Microsoft Has a Remarkably Simple Way to Help Your Team Avoid Burnout While Working Remotely

Working from home wasn’t supposed to be a thing that most people did for more than a few weeks. It was just a temporary situation in response to what most people thought would be a short-term circumstance. That was the idea, at least at first. Now, six months later, there’s very little end in sight, and it’s starting to take a very real toll on both individuals and organizations. 

One of the biggest problems is that the boundary between work and everything else in our lives has blurred considerably, now that we do almost all of it in the same space. People who used to commute for 20 or 30 minutes (or in many cases even longer) now walk from the bedroom to the kitchen, where they set up their laptop on the dining table. 

As a result, Microsoft’s latest  Work Trend Report shows that people are spending, on average, 25 percent more time working than they were pre-pandemic. A lot of that involves sending messages to colleagues later into the evening and on the weekends. 

That might sound like people are being more productive, but more time spent working isn’t the same thing as productivity. In fact, the opposite may very well be true. It’s not that people are more productive. Instead, there are troubling signs that many employees are suffering from burnout. 

The data is really quite staggering. According to Microsoft’s research, a third of remote workers say the lack of separation between work and life is negatively impacting their well-being. Over 30 percent of frontline and information workers say the pandemic has increased their feelings of burnout at work.

I had an opportunity to speak with Emma Williams, corporate vice president of modern workplace transformation at Microsoft, and Kathleen Hogan, the company’s chief people officer. They spoke about features the company is announcing today, that are helping companies and organizations change that. 

Microsoft’s solution is to bring back the commute, at least virtually. It’s about as simple as it gets, but it could be a total game-changer for your team. Here’s how Hogan described it during our conversation:

How do you take that time that you’ve lost, where you get to shut down? You walk out of your house, you drive, you get to think, you prepare for the day. Or at the end of the day, you shut down, you listen to music, whatever that is. How can we recreate that? I love the idea that via the tool, we can legitimize the language that is shared among our employees, to give them permission to say, “I’m taking my virtual commute.”

One of the most difficult things for many people right now is that there is no separation between the time we spend on work and everything else. The reason is that when you work in an office, you get up in the morning, get ready, leave your home, travel to the office, and sit down at your desk. There is demarcation both in terms of time and geography. 

That may not seem like a big deal, but it turns out that it makes a very real difference. Our brains use that time to think, prepare, and to organize our thoughts and our list of tasks. Especially on the way home: Your commute provides a boundary that signals you’re leaving work, giving you permission to leave it behind.

Except a lot of us haven’t left our homes in a few months, which means everything runs together, leaving us with very little margin for much of anything. 

“We’re bringing into Microsoft Teams an experience that we call virtual commute, which is going to allow you to separate your work and your life, and help you with that boundary in your workday,” Williams told me. 

For example, you might set aside 20 minutes at the beginning of your day, not to work, but to think through the things you need to accomplish. You might think about the conversations you need to have, or you might listen to music or a podcast–any of the things you used to do on your way to work to prepare for your day. The same is true at the end of the day.

I’ve written before that one of the most important things you should plan each day is when to quit. If you don’t, you simply won’t. Microsoft is making that easier by building it into a tool that 75 million people are already using.

The company is also adding prompts for things you can do during your virtual commute, including an interesting partnership with Headspace, the meditation app. Microsoft’s report suggests that 30 days of using meditation can reduce stress by 32 percent, and that just four sessions reduced burnout in frontline workers by 14 percent.

“The way we work has absolutely changed forever,” said Hogan. “I would say it this way: well-being is an imperative, and we think that technology can help.” If working remotely is something we’re all going to be doing for a while, we can use all the help we can get. Fortunately, one of the most effective ways to do that is as simple as bringing back the commute.

The opinions expressed here by Inc.com columnists are their own, not those of Inc.com.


The task =
Transcribe the listing exactly, skipping every picture.

Material provided =

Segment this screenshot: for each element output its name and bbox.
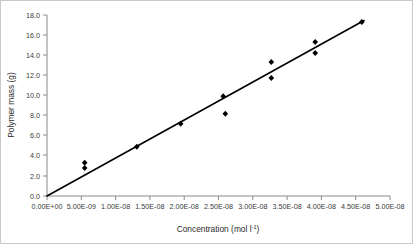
y-tick-label: 10.0 — [26, 91, 40, 100]
data-point — [269, 59, 275, 65]
scatter-chart: 0.0 2.0 4.0 6.0 8.0 10.0 12.0 14.0 16.0 … — [0, 0, 414, 245]
x-axis-title-close: ) — [257, 224, 260, 234]
y-tick-label: 4.0 — [30, 151, 40, 160]
y-tick-label: 0.0 — [30, 192, 40, 201]
data-point — [312, 39, 318, 45]
x-axis-ticks — [47, 196, 390, 200]
y-axis-title: Polymer mass (g) — [6, 72, 16, 138]
x-tick-label: 4.00E-08 — [307, 202, 336, 211]
y-axis-ticks — [43, 15, 47, 196]
x-axis-title: Concentration (mol l-1) — [177, 224, 260, 234]
y-tick-label: 6.0 — [30, 131, 40, 140]
trendline — [47, 21, 364, 197]
y-tick-label: 8.0 — [30, 111, 40, 120]
data-point — [82, 160, 88, 166]
x-tick-label: 0.00E+00 — [32, 202, 63, 211]
x-tick-label: 3.00E-08 — [238, 202, 267, 211]
y-tick-label: 18.0 — [26, 11, 40, 20]
chart-container: 0.0 2.0 4.0 6.0 8.0 10.0 12.0 14.0 16.0 … — [0, 0, 414, 245]
x-tick-label: 1.50E-08 — [135, 202, 164, 211]
data-points-group — [82, 19, 365, 171]
data-point — [269, 75, 275, 81]
y-tick-label: 2.0 — [30, 172, 40, 181]
data-point — [82, 165, 88, 171]
y-tick-label: 12.0 — [26, 71, 40, 80]
y-tick-label: 14.0 — [26, 51, 40, 60]
data-point — [312, 50, 318, 56]
x-tick-label: 5.00E-09 — [67, 202, 96, 211]
x-tick-label: 5.00E-08 — [375, 202, 404, 211]
y-tick-label: 16.0 — [26, 31, 40, 40]
data-point — [223, 111, 229, 117]
x-tick-label: 2.00E-08 — [170, 202, 199, 211]
x-axis-title-base: Concentration (mol l — [177, 224, 252, 234]
y-axis-tick-labels: 0.0 2.0 4.0 6.0 8.0 10.0 12.0 14.0 16.0 … — [26, 11, 40, 201]
data-point — [220, 93, 226, 99]
x-axis-tick-labels: 0.00E+00 5.00E-09 1.00E-08 1.50E-08 2.00… — [32, 202, 405, 211]
x-tick-label: 1.00E-08 — [101, 202, 130, 211]
x-tick-label: 4.50E-08 — [341, 202, 370, 211]
x-tick-label: 3.50E-08 — [273, 202, 302, 211]
x-tick-label: 2.50E-08 — [204, 202, 233, 211]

Answer space =
Segment this screenshot: for each element output its name and bbox.
y-tick-label: 10.0 — [26, 91, 40, 100]
data-point — [269, 59, 275, 65]
scatter-chart: 0.0 2.0 4.0 6.0 8.0 10.0 12.0 14.0 16.0 … — [0, 0, 414, 245]
x-axis-title-close: ) — [257, 224, 260, 234]
y-tick-label: 4.0 — [30, 151, 40, 160]
y-tick-label: 0.0 — [30, 192, 40, 201]
data-point — [312, 39, 318, 45]
x-axis-ticks — [47, 196, 390, 200]
y-axis-title: Polymer mass (g) — [6, 72, 16, 138]
x-tick-label: 4.00E-08 — [307, 202, 336, 211]
y-axis-ticks — [43, 15, 47, 196]
x-axis-title: Concentration (mol l-1) — [177, 224, 260, 234]
y-tick-label: 6.0 — [30, 131, 40, 140]
trendline — [47, 21, 364, 197]
y-tick-label: 8.0 — [30, 111, 40, 120]
data-point — [82, 160, 88, 166]
x-tick-label: 0.00E+00 — [32, 202, 63, 211]
x-tick-label: 3.00E-08 — [238, 202, 267, 211]
y-tick-label: 18.0 — [26, 11, 40, 20]
chart-container: 0.0 2.0 4.0 6.0 8.0 10.0 12.0 14.0 16.0 … — [0, 0, 414, 245]
x-tick-label: 1.50E-08 — [135, 202, 164, 211]
data-points-group — [82, 19, 365, 171]
data-point — [269, 75, 275, 81]
y-tick-label: 2.0 — [30, 172, 40, 181]
data-point — [82, 165, 88, 171]
y-tick-label: 12.0 — [26, 71, 40, 80]
y-tick-label: 14.0 — [26, 51, 40, 60]
data-point — [312, 50, 318, 56]
x-tick-label: 5.00E-09 — [67, 202, 96, 211]
x-tick-label: 5.00E-08 — [375, 202, 404, 211]
y-tick-label: 16.0 — [26, 31, 40, 40]
data-point — [223, 111, 229, 117]
x-tick-label: 2.00E-08 — [170, 202, 199, 211]
x-axis-title-base: Concentration (mol l — [177, 224, 252, 234]
y-axis-tick-labels: 0.0 2.0 4.0 6.0 8.0 10.0 12.0 14.0 16.0 … — [26, 11, 40, 201]
data-point — [220, 93, 226, 99]
x-axis-tick-labels: 0.00E+00 5.00E-09 1.00E-08 1.50E-08 2.00… — [32, 202, 405, 211]
x-tick-label: 1.00E-08 — [101, 202, 130, 211]
x-tick-label: 4.50E-08 — [341, 202, 370, 211]
x-tick-label: 3.50E-08 — [273, 202, 302, 211]
x-tick-label: 2.50E-08 — [204, 202, 233, 211]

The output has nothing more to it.